Since the calculator is designed to help avoid depleting the nest egg, users will normally fiddle with the withdrawals and so forth until few if any lines hit zero -- but given the variability of possible outcomes, that will push the AVERAGE end point way up there. The reason the calculator was designed this way is that folks thinking of retiring early have to potentially face 30, 40, or more years of uncertain market returns, while a "normal" retiree might only face an average of 10 - 15 years.
In practice, if things are going really well with the market in the early years (the situation that results in the highest ending balances), most folks will readjust and spend more.
The long interest rate (default) is probably closer to typical fixed income investments than commercial paper, which is less stable and not often used as an investment by individuals. Five and 30 year Treasuries are offered for additional research.

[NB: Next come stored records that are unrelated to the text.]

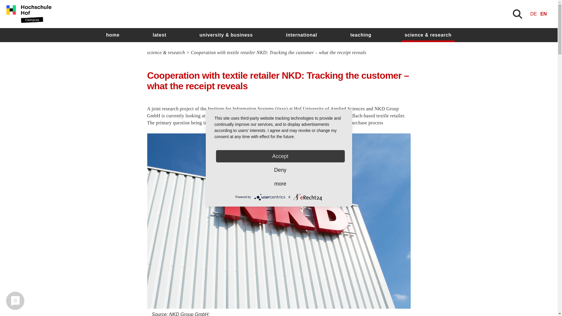 The image size is (562, 316). Describe the element at coordinates (533, 14) in the screenshot. I see `DE` at that location.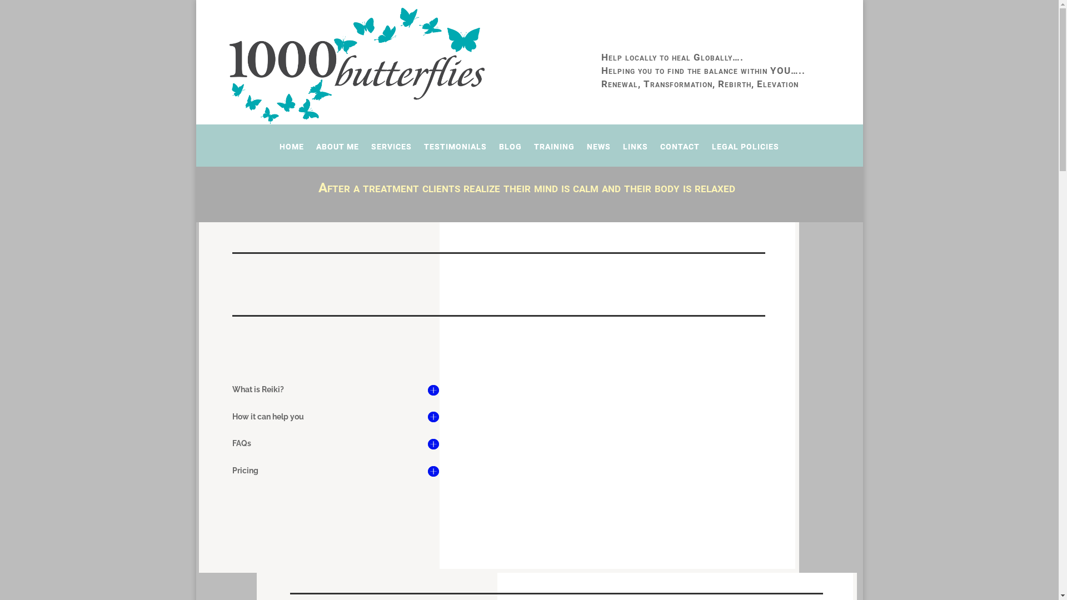 The height and width of the screenshot is (600, 1067). What do you see at coordinates (554, 154) in the screenshot?
I see `TRAINING` at bounding box center [554, 154].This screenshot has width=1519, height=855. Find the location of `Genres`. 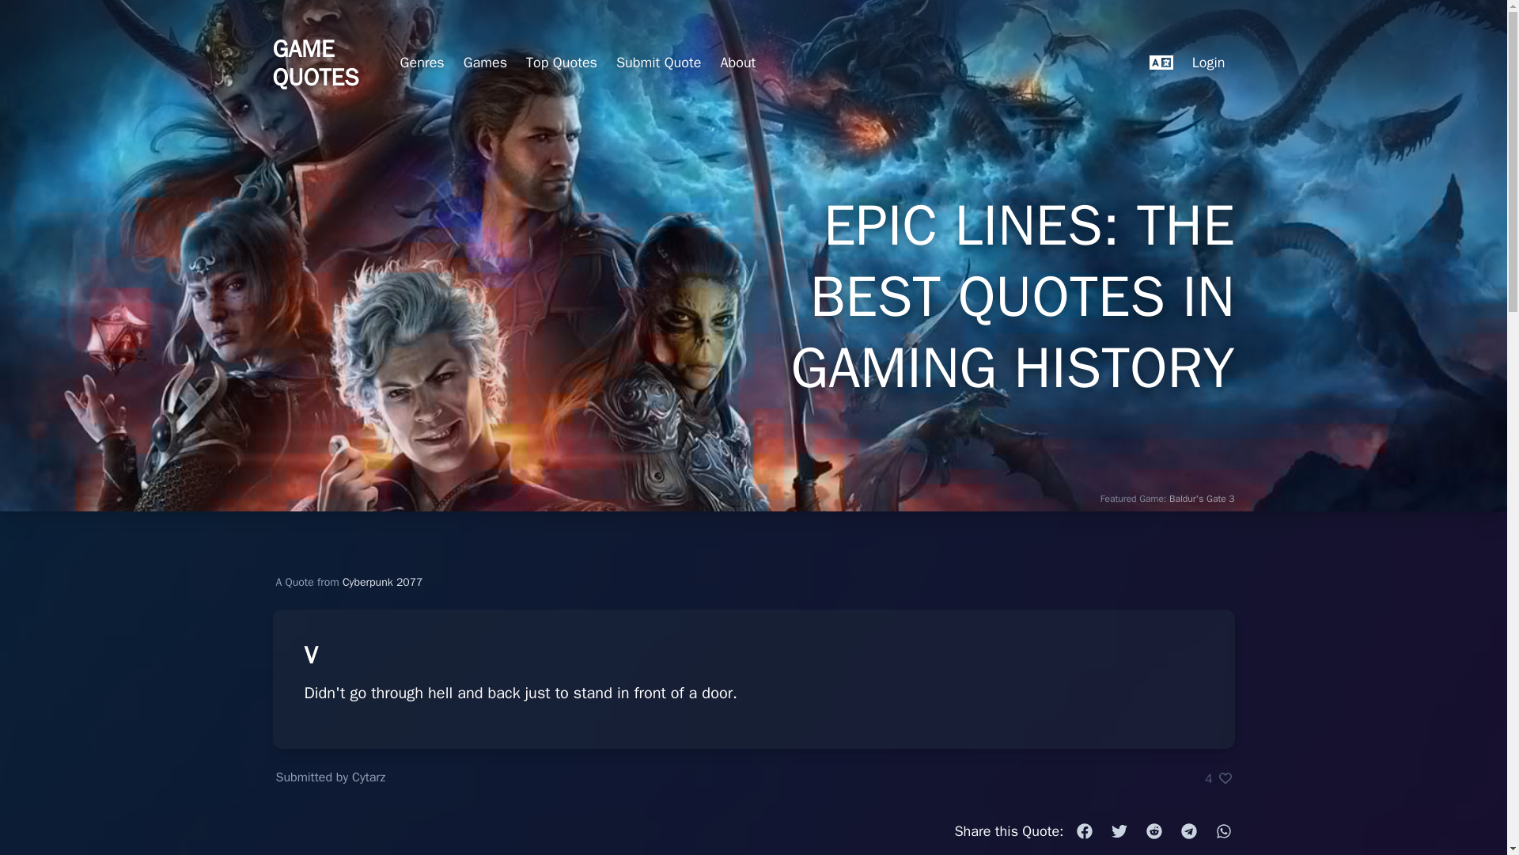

Note: the 5 year Treasury investments have only been available since 1953. Data from 1871 through 1952 is simulated using the long interest rate and commercial paper rate. The 30 year Treasuries started in 1925. Prior years used the long interest rate. Look at the graph to see their relationships.
Yes, it assumes you maintain the same ratio between equities and fixed income investments by rebalancing at the time of each annual withdrawal.
FIRECalc ignores taxable versus nontaxable portfolios right now. Since it only uses historical data to determine how a portfolio would behave, with no guesses by anyone about what will happen to inflation, market performance, and so forth, and we don't have historical tax rates for the period for which I have market data, I can't add tax planning without changing the philosophy of the program. Just planning on x% tax rates would make all the historical examples meaningless, when changing tax rates would have at least some effect on the market returns.
If I can figure out how to do this in a way that would not corrupt the results, I'll do it. For now, I prefer to leave the tax planning portion to programs like www.i-orp.com -- an outstanding tool!
Not unless you make the assumption that these assets will behave the same way as the stock market in general, and can be used to pay for your groceries when necessary. The results come from looking at stock market behavior, fixed income rates, and inflation -- research on other assets has not been included in these studies.
You are probably better off treating it outside the FIRECalc model, perhaps as an emergency source of funds should you need to tap the equity. But it's value already shows up in FIRECalc, in the form of reduced annual spending. If you had to increase your annual spending by $20,000 or so to cover mortgage costs, your required portfolio would increase by roughly $500,000.
So your paid-off house already acts as a valuable part of your plan. Entering it's cash value would double-count it and give you misleading results, since if you were to sell or mortgage it to free up cash, you would also begin to incur new expenses for rent or debt payments.